Wednesday, January 11, 2012

January 11, 2012: New England American Studiers

[This week I’ll be blogging about fellow American Studiers, colleagues and friends who exemplify the best kinds of scholarly engagement with our national histories, stories, and identities. That’s in addition to other folks about whom you’ve already heard in this space, a list which would include Caroline Rody, Karl Jacoby, Christopher Cappozzola, Mike Branch, Heidi Kim, Kevin Levin and Ta-Nehisi Coates, Rob Velella, Larry Rosenwald, Steve Railton, my web guru Graham Beckwith, and many more. This is the third in the series.]

How a couple of regional colleagues can reveal the incredible range of contemporary, exemplary American Studies scholarship.

Long-time readers of this blog know well how much I’ve been influenced and inspired by my work over the last few years with the New England American Studies Association; for new readers, the relevant posts are collected under the “New England ASA” category on the right. But even before I had the chance to serve as the organization’s president and organize a conference and so on, just serving on the NEASA Council already helped me to recognize and appreciate two interconnected and impressive facts: New England is full of folks doing amazing American Studies work (in and out of the academy, to go back to yesterday’s subject); and the different disciplines and approaches contained within the field of American Studies are even broader and richer than I had previously imagined. Many of my NEASA colleagues could be used to illustrate those facts, but I’m going to focus here on two: NEASA’s current webmaster, Jonathan Silverman; and one of its most successful past presidents, J. Kēhaulani Kauanui.

Jonathan Silverman teaches in the English and American Studies Departments at UMass Lowell, and so might on the surface seem to share an American Studies approach with this American Studier. But as I have discovered through my work with him, Jonathan’s American Studies lens is just as significantly, and very uniquely, informed by a combination of four other elements: analytical tools drawn from the worlds of popular and visual culture, as illustrated by his great book on Johnny Cash; a connection of those skills to the kinds of arguments and work at the heart of composition studies, as illustrated by his co-edited reader; an interest in international experiences and perspectives, as illustrated by his work as a Fulbright Roving Scholar in American Studies in Norway; and all of it viewed and written through the lenses of a long-time journalist and media scholar. Jonathan’s newest project, on the international and national meanings of horse racing, demonstrates anew how much this combinatory American Studies perspective can tell us about the societies and worlds in which we live.

J. Kēhaulani Kauanui, who teaches in Anthropology and American Studies Departments at Wesleyan University, has a much more unified, if still impressively deep and multi-faceted, lens through which she has done and continues to do her exemplary American Studies work. She is one of New England’s and America’s most prominent and influential scholars of indigenous cultures and histories: her most central interest is in the indigenous Kanaka Maoli (Native Hawaiian) cultures, as illustrated by her first book on colonialism, sovereignty, and indigeneity in Hawaii and by her two scholarly projects in progress; but she has linked that specific scholarly pursuit to comparative analyses of and activism with Maori groups and other Pacific Islanders, to a radio program that explores indigenous political and social issues across the US and beyond, to the founding of the national Native American and Indigenous Studies Association, and to important work on a number of related American Studies issues of ethnicity, gender and sexuality, democracy and activism, and more (all of which were exemplified by the NEASA conference she organized in her year as president).

I’m not saying other regions don’t have equally diverse and impressive American Studiers, but I’m pretty proud to call these two (and many others) regional and NEASA colleagues. Next models tomorrow,

Ben

PS. Any exemplary American Studiers you’d highlight?

1/11 Memory day nominee: William James, the pioneering psychological, philosopher, spiritual thinker, and renaissance American who not only significantly advanced human knowledge and ideas in a number of disciplines but also played a hugely influential role in the careers and lives of both one of our greatest creative writers (his brother Henry) and (to me) the most inspiring single American (W.E.B. Du Bois).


(What you need to do): Every entry, from the first line to the last, should be output exactly.

-- Data in this exercise follows --

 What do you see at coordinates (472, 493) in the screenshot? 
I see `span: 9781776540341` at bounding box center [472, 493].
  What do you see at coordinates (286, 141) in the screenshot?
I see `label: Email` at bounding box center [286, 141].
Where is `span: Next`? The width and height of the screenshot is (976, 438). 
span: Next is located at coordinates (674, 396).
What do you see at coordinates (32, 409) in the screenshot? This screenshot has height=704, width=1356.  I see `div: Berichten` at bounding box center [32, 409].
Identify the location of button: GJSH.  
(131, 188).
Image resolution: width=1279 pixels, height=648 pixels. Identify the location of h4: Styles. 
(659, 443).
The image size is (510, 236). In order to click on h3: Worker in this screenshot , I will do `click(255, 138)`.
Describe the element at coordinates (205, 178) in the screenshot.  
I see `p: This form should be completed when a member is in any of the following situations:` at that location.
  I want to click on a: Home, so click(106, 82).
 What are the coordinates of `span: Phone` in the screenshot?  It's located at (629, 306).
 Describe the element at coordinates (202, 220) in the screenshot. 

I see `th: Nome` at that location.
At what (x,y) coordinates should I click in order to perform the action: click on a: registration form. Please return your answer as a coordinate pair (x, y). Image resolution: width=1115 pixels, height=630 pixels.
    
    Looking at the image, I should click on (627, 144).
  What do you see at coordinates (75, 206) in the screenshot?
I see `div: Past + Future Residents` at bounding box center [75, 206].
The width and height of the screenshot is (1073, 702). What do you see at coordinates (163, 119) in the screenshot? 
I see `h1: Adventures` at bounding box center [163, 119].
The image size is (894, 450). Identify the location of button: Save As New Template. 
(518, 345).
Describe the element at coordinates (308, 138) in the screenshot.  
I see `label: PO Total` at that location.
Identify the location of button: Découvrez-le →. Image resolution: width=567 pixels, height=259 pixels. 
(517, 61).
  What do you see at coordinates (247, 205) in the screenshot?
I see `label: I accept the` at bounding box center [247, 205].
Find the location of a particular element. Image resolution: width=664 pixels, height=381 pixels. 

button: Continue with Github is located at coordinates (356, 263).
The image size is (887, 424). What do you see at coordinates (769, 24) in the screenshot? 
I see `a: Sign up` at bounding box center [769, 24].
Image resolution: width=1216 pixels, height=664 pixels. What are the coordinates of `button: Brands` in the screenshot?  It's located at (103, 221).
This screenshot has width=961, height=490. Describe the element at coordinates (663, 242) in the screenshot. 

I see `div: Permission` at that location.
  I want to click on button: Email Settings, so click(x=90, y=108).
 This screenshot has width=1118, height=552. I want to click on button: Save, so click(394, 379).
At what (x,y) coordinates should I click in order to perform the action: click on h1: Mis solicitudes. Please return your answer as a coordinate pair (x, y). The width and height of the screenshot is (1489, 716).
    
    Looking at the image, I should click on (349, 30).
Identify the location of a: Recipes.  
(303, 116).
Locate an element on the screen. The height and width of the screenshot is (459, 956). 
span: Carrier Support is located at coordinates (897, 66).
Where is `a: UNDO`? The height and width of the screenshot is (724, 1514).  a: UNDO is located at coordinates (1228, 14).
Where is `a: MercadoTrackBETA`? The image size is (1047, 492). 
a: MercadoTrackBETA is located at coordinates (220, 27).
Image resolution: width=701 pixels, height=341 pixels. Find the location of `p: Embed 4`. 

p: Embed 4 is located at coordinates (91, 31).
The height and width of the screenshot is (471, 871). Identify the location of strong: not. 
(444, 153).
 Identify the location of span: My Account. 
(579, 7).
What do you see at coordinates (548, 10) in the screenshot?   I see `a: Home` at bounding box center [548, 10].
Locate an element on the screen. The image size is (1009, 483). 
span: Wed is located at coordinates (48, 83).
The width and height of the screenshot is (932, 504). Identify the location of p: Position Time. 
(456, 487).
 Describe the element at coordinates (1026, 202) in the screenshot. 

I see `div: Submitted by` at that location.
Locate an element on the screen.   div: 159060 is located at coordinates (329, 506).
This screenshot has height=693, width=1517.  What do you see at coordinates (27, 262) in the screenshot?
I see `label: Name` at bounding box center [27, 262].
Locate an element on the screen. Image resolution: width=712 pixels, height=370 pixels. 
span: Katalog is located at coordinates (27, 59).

-- Data in this exercise concluded --

(Result of this exercise):
 What do you see at coordinates (472, 493) in the screenshot? 
I see `span: 9781776540341` at bounding box center [472, 493].
  What do you see at coordinates (286, 141) in the screenshot?
I see `label: Email` at bounding box center [286, 141].
Where is `span: Next`? The width and height of the screenshot is (976, 438). 
span: Next is located at coordinates (674, 396).
What do you see at coordinates (32, 409) in the screenshot? This screenshot has height=704, width=1356.  I see `div: Berichten` at bounding box center [32, 409].
Identify the location of button: GJSH.  
(131, 188).
Image resolution: width=1279 pixels, height=648 pixels. Identify the location of h4: Styles. 
(659, 443).
The image size is (510, 236). In order to click on h3: Worker in this screenshot , I will do `click(255, 138)`.
Describe the element at coordinates (205, 178) in the screenshot.  
I see `p: This form should be completed when a member is in any of the following situations:` at that location.
  I want to click on a: Home, so click(106, 82).
 What are the coordinates of `span: Phone` in the screenshot?  It's located at (629, 306).
 Describe the element at coordinates (202, 220) in the screenshot. 

I see `th: Nome` at that location.
At what (x,y) coordinates should I click in order to perform the action: click on a: registration form. Please return your answer as a coordinate pair (x, y). Image resolution: width=1115 pixels, height=630 pixels.
    
    Looking at the image, I should click on (627, 144).
  What do you see at coordinates (75, 206) in the screenshot?
I see `div: Past + Future Residents` at bounding box center [75, 206].
The width and height of the screenshot is (1073, 702). What do you see at coordinates (163, 119) in the screenshot? 
I see `h1: Adventures` at bounding box center [163, 119].
The image size is (894, 450). Identify the location of button: Save As New Template. 
(518, 345).
Describe the element at coordinates (308, 138) in the screenshot.  
I see `label: PO Total` at that location.
Identify the location of button: Découvrez-le →. Image resolution: width=567 pixels, height=259 pixels. 
(517, 61).
  What do you see at coordinates (247, 205) in the screenshot?
I see `label: I accept the` at bounding box center [247, 205].
Find the location of a particular element. Image resolution: width=664 pixels, height=381 pixels. 

button: Continue with Github is located at coordinates (356, 263).
The image size is (887, 424). What do you see at coordinates (769, 24) in the screenshot? 
I see `a: Sign up` at bounding box center [769, 24].
Image resolution: width=1216 pixels, height=664 pixels. What are the coordinates of `button: Brands` in the screenshot?  It's located at (103, 221).
This screenshot has width=961, height=490. Describe the element at coordinates (663, 242) in the screenshot. 

I see `div: Permission` at that location.
  I want to click on button: Email Settings, so click(x=90, y=108).
 This screenshot has width=1118, height=552. I want to click on button: Save, so click(394, 379).
At what (x,y) coordinates should I click in order to perform the action: click on h1: Mis solicitudes. Please return your answer as a coordinate pair (x, y). The width and height of the screenshot is (1489, 716).
    
    Looking at the image, I should click on (349, 30).
Identify the location of a: Recipes.  
(303, 116).
Locate an element on the screen. The height and width of the screenshot is (459, 956). 
span: Carrier Support is located at coordinates (897, 66).
Where is `a: UNDO`? The height and width of the screenshot is (724, 1514).  a: UNDO is located at coordinates (1228, 14).
Where is `a: MercadoTrackBETA`? The image size is (1047, 492). 
a: MercadoTrackBETA is located at coordinates (220, 27).
Image resolution: width=701 pixels, height=341 pixels. Find the location of `p: Embed 4`. 

p: Embed 4 is located at coordinates (91, 31).
The height and width of the screenshot is (471, 871). Identify the location of strong: not. 
(444, 153).
 Identify the location of span: My Account. 
(579, 7).
What do you see at coordinates (548, 10) in the screenshot?   I see `a: Home` at bounding box center [548, 10].
Locate an element on the screen. The image size is (1009, 483). 
span: Wed is located at coordinates (48, 83).
The width and height of the screenshot is (932, 504). Identify the location of p: Position Time. 
(456, 487).
 Describe the element at coordinates (1026, 202) in the screenshot. 

I see `div: Submitted by` at that location.
Locate an element on the screen.   div: 159060 is located at coordinates (329, 506).
This screenshot has height=693, width=1517.  What do you see at coordinates (27, 262) in the screenshot?
I see `label: Name` at bounding box center [27, 262].
Locate an element on the screen. Image resolution: width=712 pixels, height=370 pixels. 
span: Katalog is located at coordinates (27, 59).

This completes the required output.